Her painting of two gossiping figures, hints at the questions of what is
public or private, and what is fact or fiction.
Yasumasa Morimura’s “An Inner Dialogue with Frida Kahlo”(2001), is one
of a series that took the artist ten years to create. A self portrait that is digitally manipulated,
the photo appears like a painting. Morimura reconstructs Kahlo’s image with costumes
and props, and questions gender, cultural and racial conventions. Al Wei Wei’s
“Marble Chair”(2010), is a sculptural installation carved from a single piece
of striated white marble. It is sculpted into the design of two traditional
yoke-backed Ming and Qing Dynasty chairs. Wei Wei examines China’s loss of
culture as it attempts to modernize itself.

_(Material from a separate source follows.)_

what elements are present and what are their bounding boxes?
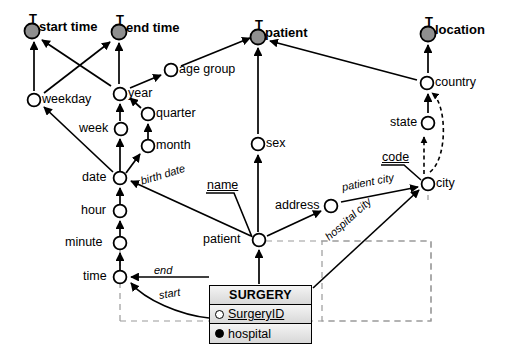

Cindy Sherman’s photograph, “Untitled”(2000), transforms her own image
into a southern California typecast young woman who is tanned, blond, in sporty
clothing, wearing a jeweled tiara
referencing the “impossible ideal” found in airbrushed figures in magazines.
Kim Dingle’s painting “Untitled(Prisspaper with Blue Hair”(1998), is an oil on
wallpaper on wood, depicting toddlers running amok in the nursery, examining
stereotypes of childhood and innocence. Tina Barney’s “Jill and Polly in the
Bathroom”(1987), an Ektacolor Plus print, recalls Dutch genre painting while it
is depicting the domestic habits
of upper middle class women, questioning whether they are posing or acting. Larry Sultan’s Chronogenic
print “Tasha’s Third Film”(2002), is part of a series Sultan did related to the
culture surrounding the porn industry in the San Fernando Valley revealing a ‘porn’
star in an ordinary pose sitting around in curlers, hanging out in the living
room waiting to perform. The ‘white
cube’ in the center of the gallery features works by Allan Sekula,
photographer, filmmaker and critic whose work focused on social and political
realities of labor, protest movements, and global trade. Sekula’s “Untitled
Slide Sequence”(1972) reveal 25
photographs of workers leaving the General Dynamics Convair Division
Aerospace Factory in San Diego at the end of a day. His photographs
incorporate a sense of the culture and
historical moment of the military-industrial complex. These and many other artists’ works comprise
this thought provoking and complex exhibition.